Bloomberg
Airbus SE is courting China with its first wide-body jet facility outside Europe, positioning the company to chase billions of dollars in potential orders from an aviation market that’s set to become the world’s biggest within a decade.
Chief Operating Officer Fabrice Bregier inaugurated the $200 million completion centre in Tianjin, a site designed to give finishing touches such as painting and cabin installation to A330 aircraft. The city, near Beijing, is already home to an assembly plant that produces single-aisle A319s and A320s.
“There’s a direct connection between your investment, your capabilities to demonstrate that you care about the Chinese industry and at the same time your market access,†Bregier told . To prove his point, he said the planemaker’s market share has risen to almost 50 percent from 20 percent since their investment in the narrow-body assembly plant.
In a race to earn Chinese goodwill, Airbus and Boeing Co. are moving parts of their manufacturing and supply chains to a country the US company estimates will need $1.1 trillion of aircraft over two decades and where the government still makes key purchasing decisions. For China, which has its own aviation ambitions, the A330 centre is a coup of sorts in its chase to build its own commercial planes.
The Toulouse, France-based maker may even look at adding A350s to its China plan in the future, Bregier said. As traffic surges, the country needs more wide-body aircraft, he said, pitching for the A380 that hasn’t found much demand beyond the five flying in China.
In China, where policy makers want companies to manufacture locally under a “Made in China 2025†blueprint, the two aerospace giants are also moving delivery closer to customers in Asia to help ease the strain on the planemakers’ existing facilities. The first A330 off the new line will go to Tianjin Airlines. The facility aims to roll out two planes a month in a year.
China has placed billions of dollars in orders with the companies. In July, Airbus won contracts worth $22 billion to supply state-owned China Aviation Supplies Holding Co. with 100 of the A320-series jets and 40 of its latest twin-aisle A350s.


What the exercise asks =>
The records that follow are to be printed exactly, with no images.

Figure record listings
+ + + + + + +
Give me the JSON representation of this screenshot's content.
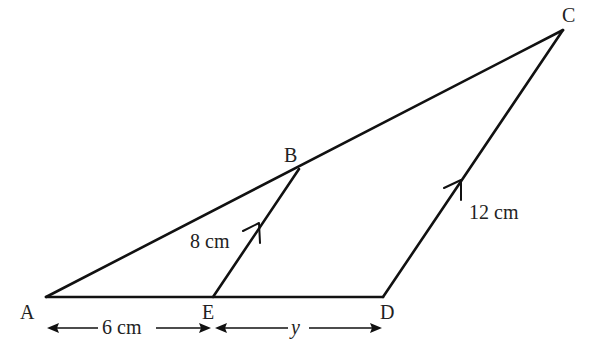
{
  "figure": {
    "points": {
      "A": {
        "label": "A"
      },
      "B": {
        "label": "B"
      },
      "C": {
        "label": "C"
      },
      "D": {
        "label": "D"
      },
      "E": {
        "label": "E"
      }
    },
    "measurements": {
      "BE": "8 cm",
      "CD": "12 cm",
      "AE": "6 cm",
      "ED": "y"
    },
    "notes": {
      "parallel": "BE ∥ CD (arrow marks)"
    },
    "colors": {
      "stroke": "#111111",
      "text": "#222222",
      "background": "#ffffff"
    }
  }
}
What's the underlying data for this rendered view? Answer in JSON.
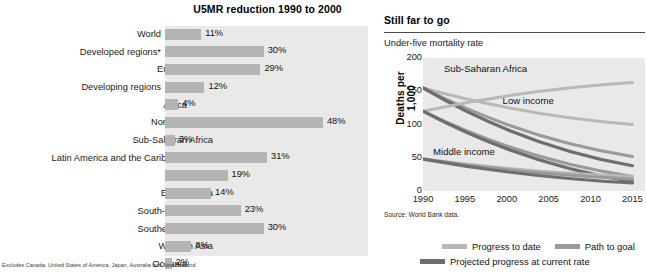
{
  "bar_panel": {
    "title": "U5MR reduction 1990 to 2000",
    "footnote": "Excludes Canada, United States of America, Japan, Australia and New Zealand.",
    "panel_bg": "#e9e9e9",
    "bar_color": "#b4b4b4"
  },
  "line_panel": {
    "title": "Still far to go",
    "subtitle": "Under-five mortality rate",
    "y_axis_title": "Deaths per 1,000",
    "source": "Source: World Bank data.",
    "panel_bg": "#e9e9e9",
    "legend": [
      {
        "label": "Progress to date",
        "color": "#b8b8b8"
      },
      {
        "label": "Path to goal",
        "color": "#9a9a9a"
      },
      {
        "label": "Projected progress at current rate",
        "color": "#6e6e6e"
      }
    ]
  },
  "chart_data": [
    {
      "type": "bar",
      "title": "U5MR reduction 1990 to 2000",
      "xlabel": "",
      "ylabel": "",
      "xlim": [
        0,
        60
      ],
      "grid": false,
      "orientation": "horizontal",
      "value_suffix": "%",
      "categories": [
        "World",
        "Developed regions*",
        "Europe",
        "Developing regions",
        "Africa",
        "Northern Africa",
        "Sub-Saharan Africa",
        "Latin America and the Caribbean",
        "Asia",
        "Eastern Asia",
        "South-central Asia",
        "Southeastern Asia",
        "Western Asia",
        "Oceania"
      ],
      "indent_levels": [
        0,
        0,
        1,
        0,
        1,
        2,
        2,
        1,
        1,
        2,
        2,
        2,
        2,
        1
      ],
      "values": [
        11,
        30,
        29,
        12,
        4,
        48,
        3,
        31,
        19,
        14,
        23,
        30,
        8,
        2
      ],
      "value_labels": [
        "11%",
        "30%",
        "29%",
        "12%",
        "4%",
        "48%",
        "3%",
        "31%",
        "19%",
        "14%",
        "23%",
        "30%",
        "8%",
        "2%"
      ]
    },
    {
      "type": "line",
      "title": "Still far to go",
      "subtitle": "Under-five mortality rate",
      "xlabel": "",
      "ylabel": "Deaths per 1,000",
      "xlim": [
        1990,
        2016.5
      ],
      "ylim": [
        0,
        200
      ],
      "grid": false,
      "x_ticks": [
        1990,
        1995,
        2000,
        2005,
        2010,
        2015
      ],
      "y_ticks": [
        0,
        50,
        100,
        150,
        200
      ],
      "legend_position": "bottom",
      "annotations": [
        {
          "text": "Sub-Saharan Africa",
          "x": 1992.5,
          "y": 183
        },
        {
          "text": "Low income",
          "x": 1999.5,
          "y": 136
        },
        {
          "text": "Middle income",
          "x": 1991.2,
          "y": 58
        }
      ],
      "series": [
        {
          "name": "Sub-Saharan Africa — Progress to date",
          "group": "Sub-Saharan Africa",
          "kind": "progress",
          "color": "#b8b8b8",
          "x": [
            1990,
            2015
          ],
          "values": [
            155,
            100
          ]
        },
        {
          "name": "Sub-Saharan Africa — Path to goal",
          "group": "Sub-Saharan Africa",
          "kind": "path",
          "color": "#9a9a9a",
          "x": [
            1990,
            2015
          ],
          "values": [
            155,
            52
          ]
        },
        {
          "name": "Sub-Saharan Africa — Projected progress at current rate",
          "group": "Sub-Saharan Africa",
          "kind": "projected",
          "color": "#6e6e6e",
          "x": [
            1990,
            2015
          ],
          "values": [
            155,
            38
          ]
        },
        {
          "name": "Low income — Progress to date",
          "group": "Low income",
          "kind": "progress",
          "color": "#b8b8b8",
          "x": [
            1990,
            2015
          ],
          "values": [
            120,
            163
          ]
        },
        {
          "name": "Low income — Path to goal",
          "group": "Low income",
          "kind": "path",
          "color": "#9a9a9a",
          "x": [
            1990,
            2015
          ],
          "values": [
            120,
            22
          ]
        },
        {
          "name": "Low income — Projected progress at current rate",
          "group": "Low income",
          "kind": "projected",
          "color": "#6e6e6e",
          "x": [
            1990,
            2015
          ],
          "values": [
            120,
            14
          ]
        },
        {
          "name": "Middle income — Progress to date",
          "group": "Middle income",
          "kind": "progress",
          "color": "#b8b8b8",
          "x": [
            1990,
            2015
          ],
          "values": [
            48,
            22
          ]
        },
        {
          "name": "Middle income — Path to goal",
          "group": "Middle income",
          "kind": "path",
          "color": "#9a9a9a",
          "x": [
            1990,
            2015
          ],
          "values": [
            48,
            18
          ]
        },
        {
          "name": "Middle income — Projected progress at current rate",
          "group": "Middle income",
          "kind": "projected",
          "color": "#6e6e6e",
          "x": [
            1990,
            2015
          ],
          "values": [
            48,
            12
          ]
        }
      ]
    }
  ]
}
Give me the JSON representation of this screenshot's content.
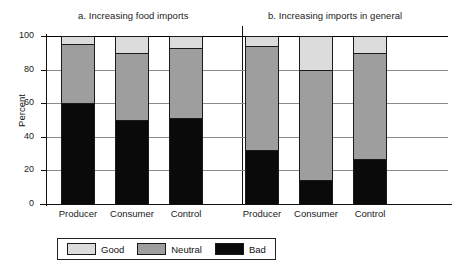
{
  "chart_data": {
    "type": "bar",
    "subtype": "stacked-bar",
    "title": "",
    "xlabel": "",
    "ylabel": "Percent",
    "ylim": [
      0,
      100
    ],
    "yticks": [
      0,
      20,
      40,
      60,
      80,
      100
    ],
    "grid": true,
    "legend_position": "bottom",
    "stack_order_bottom_to_top": [
      "Bad",
      "Neutral",
      "Good"
    ],
    "series": [
      {
        "name": "Good",
        "color": "#dcdcdc"
      },
      {
        "name": "Neutral",
        "color": "#9e9e9e"
      },
      {
        "name": "Bad",
        "color": "#0a0a0a"
      }
    ],
    "panels": [
      {
        "id": "a",
        "title": "a. Increasing food imports",
        "categories": [
          "Producer",
          "Consumer",
          "Control"
        ],
        "series": [
          {
            "name": "Bad",
            "values": [
              60,
              50,
              51
            ]
          },
          {
            "name": "Neutral",
            "values": [
              35,
              40,
              42
            ]
          },
          {
            "name": "Good",
            "values": [
              5,
              10,
              7
            ]
          }
        ]
      },
      {
        "id": "b",
        "title": "b. Increasing imports in general",
        "categories": [
          "Producer",
          "Consumer",
          "Control"
        ],
        "series": [
          {
            "name": "Bad",
            "values": [
              32,
              14,
              27
            ]
          },
          {
            "name": "Neutral",
            "values": [
              62,
              66,
              63
            ]
          },
          {
            "name": "Good",
            "values": [
              6,
              20,
              10
            ]
          }
        ]
      }
    ]
  },
  "axis": {
    "ylabel": "Percent",
    "ytick_labels": [
      "100",
      "80",
      "60",
      "40",
      "20",
      "0"
    ]
  },
  "panel_a": {
    "title": "a. Increasing food imports",
    "xlabels": [
      "Producer",
      "Consumer",
      "Control"
    ]
  },
  "panel_b": {
    "title": "b. Increasing imports in general",
    "xlabels": [
      "Producer",
      "Consumer",
      "Control"
    ]
  },
  "legend": {
    "items": [
      {
        "label": "Good",
        "color": "#dcdcdc"
      },
      {
        "label": "Neutral",
        "color": "#9e9e9e"
      },
      {
        "label": "Bad",
        "color": "#0a0a0a"
      }
    ]
  }
}
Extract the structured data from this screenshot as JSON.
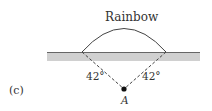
{
  "diagram": {
    "title": "Rainbow",
    "panel_label": "(c)",
    "point_label": "A",
    "angle_left": "42°",
    "angle_right": "42°",
    "colors": {
      "ground": "#d0d0d0",
      "horizon_line": "#666666",
      "arc": "#444444",
      "dashed": "#444444",
      "point": "#111111"
    }
  }
}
+ + + + + + +
Answer to this exercise =>
Give me the JSON representation of this screenshot's content.
{
  "figure": {
    "points": {
      "A": {
        "label": "A"
      },
      "B": {
        "label": "B"
      },
      "C": {
        "label": "C"
      },
      "D": {
        "label": "D"
      },
      "E": {
        "label": "E"
      }
    },
    "measurements": {
      "BE": "8 cm",
      "CD": "12 cm",
      "AE": "6 cm",
      "ED": "y"
    },
    "notes": {
      "parallel": "BE ∥ CD (arrow marks)"
    },
    "colors": {
      "stroke": "#111111",
      "text": "#222222",
      "background": "#ffffff"
    }
  }
}
What's the underlying data for this rendered view? Answer in JSON.
{
  "bar_panel": {
    "title": "U5MR reduction 1990 to 2000",
    "footnote": "Excludes Canada, United States of America, Japan, Australia and New Zealand.",
    "panel_bg": "#e9e9e9",
    "bar_color": "#b4b4b4"
  },
  "line_panel": {
    "title": "Still far to go",
    "subtitle": "Under-five mortality rate",
    "y_axis_title": "Deaths per 1,000",
    "source": "Source: World Bank data.",
    "panel_bg": "#e9e9e9",
    "legend": [
      {
        "label": "Progress to date",
        "color": "#b8b8b8"
      },
      {
        "label": "Path to goal",
        "color": "#9a9a9a"
      },
      {
        "label": "Projected progress at current rate",
        "color": "#6e6e6e"
      }
    ]
  },
  "chart_data": [
    {
      "type": "bar",
      "title": "U5MR reduction 1990 to 2000",
      "xlabel": "",
      "ylabel": "",
      "xlim": [
        0,
        60
      ],
      "grid": false,
      "orientation": "horizontal",
      "value_suffix": "%",
      "categories": [
        "World",
        "Developed regions*",
        "Europe",
        "Developing regions",
        "Africa",
        "Northern Africa",
        "Sub-Saharan Africa",
        "Latin America and the Caribbean",
        "Asia",
        "Eastern Asia",
        "South-central Asia",
        "Southeastern Asia",
        "Western Asia",
        "Oceania"
      ],
      "indent_levels": [
        0,
        0,
        1,
        0,
        1,
        2,
        2,
        1,
        1,
        2,
        2,
        2,
        2,
        1
      ],
      "values": [
        11,
        30,
        29,
        12,
        4,
        48,
        3,
        31,
        19,
        14,
        23,
        30,
        8,
        2
      ],
      "value_labels": [
        "11%",
        "30%",
        "29%",
        "12%",
        "4%",
        "48%",
        "3%",
        "31%",
        "19%",
        "14%",
        "23%",
        "30%",
        "8%",
        "2%"
      ]
    },
    {
      "type": "line",
      "title": "Still far to go",
      "subtitle": "Under-five mortality rate",
      "xlabel": "",
      "ylabel": "Deaths per 1,000",
      "xlim": [
        1990,
        2016.5
      ],
      "ylim": [
        0,
        200
      ],
      "grid": false,
      "x_ticks": [
        1990,
        1995,
        2000,
        2005,
        2010,
        2015
      ],
      "y_ticks": [
        0,
        50,
        100,
        150,
        200
      ],
      "legend_position": "bottom",
      "annotations": [
        {
          "text": "Sub-Saharan Africa",
          "x": 1992.5,
          "y": 183
        },
        {
          "text": "Low income",
          "x": 1999.5,
          "y": 136
        },
        {
          "text": "Middle income",
          "x": 1991.2,
          "y": 58
        }
      ],
      "series": [
        {
          "name": "Sub-Saharan Africa — Progress to date",
          "group": "Sub-Saharan Africa",
          "kind": "progress",
          "color": "#b8b8b8",
          "x": [
            1990,
            2015
          ],
          "values": [
            155,
            100
          ]
        },
        {
          "name": "Sub-Saharan Africa — Path to goal",
          "group": "Sub-Saharan Africa",
          "kind": "path",
          "color": "#9a9a9a",
          "x": [
            1990,
            2015
          ],
          "values": [
            155,
            52
          ]
        },
        {
          "name": "Sub-Saharan Africa — Projected progress at current rate",
          "group": "Sub-Saharan Africa",
          "kind": "projected",
          "color": "#6e6e6e",
          "x": [
            1990,
            2015
          ],
          "values": [
            155,
            38
          ]
        },
        {
          "name": "Low income — Progress to date",
          "group": "Low income",
          "kind": "progress",
          "color": "#b8b8b8",
          "x": [
            1990,
            2015
          ],
          "values": [
            120,
            163
          ]
        },
        {
          "name": "Low income — Path to goal",
          "group": "Low income",
          "kind": "path",
          "color": "#9a9a9a",
          "x": [
            1990,
            2015
          ],
          "values": [
            120,
            22
          ]
        },
        {
          "name": "Low income — Projected progress at current rate",
          "group": "Low income",
          "kind": "projected",
          "color": "#6e6e6e",
          "x": [
            1990,
            2015
          ],
          "values": [
            120,
            14
          ]
        },
        {
          "name": "Middle income — Progress to date",
          "group": "Middle income",
          "kind": "progress",
          "color": "#b8b8b8",
          "x": [
            1990,
            2015
          ],
          "values": [
            48,
            22
          ]
        },
        {
          "name": "Middle income — Path to goal",
          "group": "Middle income",
          "kind": "path",
          "color": "#9a9a9a",
          "x": [
            1990,
            2015
          ],
          "values": [
            48,
            18
          ]
        },
        {
          "name": "Middle income — Projected progress at current rate",
          "group": "Middle income",
          "kind": "projected",
          "color": "#6e6e6e",
          "x": [
            1990,
            2015
          ],
          "values": [
            48,
            12
          ]
        }
      ]
    }
  ]
}
Give me the JSON representation of this screenshot's content.
{
  "chart_data": {
    "type": "bar",
    "subtype": "stacked-bar",
    "title": "",
    "xlabel": "",
    "ylabel": "Percent",
    "ylim": [
      0,
      100
    ],
    "yticks": [
      0,
      20,
      40,
      60,
      80,
      100
    ],
    "grid": true,
    "legend_position": "bottom",
    "stack_order_bottom_to_top": [
      "Bad",
      "Neutral",
      "Good"
    ],
    "series": [
      {
        "name": "Good",
        "color": "#dcdcdc"
      },
      {
        "name": "Neutral",
        "color": "#9e9e9e"
      },
      {
        "name": "Bad",
        "color": "#0a0a0a"
      }
    ],
    "panels": [
      {
        "id": "a",
        "title": "a. Increasing food imports",
        "categories": [
          "Producer",
          "Consumer",
          "Control"
        ],
        "series": [
          {
            "name": "Bad",
            "values": [
              60,
              50,
              51
            ]
          },
          {
            "name": "Neutral",
            "values": [
              35,
              40,
              42
            ]
          },
          {
            "name": "Good",
            "values": [
              5,
              10,
              7
            ]
          }
        ]
      },
      {
        "id": "b",
        "title": "b. Increasing imports in general",
        "categories": [
          "Producer",
          "Consumer",
          "Control"
        ],
        "series": [
          {
            "name": "Bad",
            "values": [
              32,
              14,
              27
            ]
          },
          {
            "name": "Neutral",
            "values": [
              62,
              66,
              63
            ]
          },
          {
            "name": "Good",
            "values": [
              6,
              20,
              10
            ]
          }
        ]
      }
    ]
  },
  "axis": {
    "ylabel": "Percent",
    "ytick_labels": [
      "100",
      "80",
      "60",
      "40",
      "20",
      "0"
    ]
  },
  "panel_a": {
    "title": "a. Increasing food imports",
    "xlabels": [
      "Producer",
      "Consumer",
      "Control"
    ]
  },
  "panel_b": {
    "title": "b. Increasing imports in general",
    "xlabels": [
      "Producer",
      "Consumer",
      "Control"
    ]
  },
  "legend": {
    "items": [
      {
        "label": "Good",
        "color": "#dcdcdc"
      },
      {
        "label": "Neutral",
        "color": "#9e9e9e"
      },
      {
        "label": "Bad",
        "color": "#0a0a0a"
      }
    ]
  }
}
Extract the structured data from this screenshot as JSON.
{
  "diagram": {
    "title": "Rainbow",
    "panel_label": "(c)",
    "point_label": "A",
    "angle_left": "42°",
    "angle_right": "42°",
    "colors": {
      "ground": "#d0d0d0",
      "horizon_line": "#666666",
      "arc": "#444444",
      "dashed": "#444444",
      "point": "#111111"
    }
  }
}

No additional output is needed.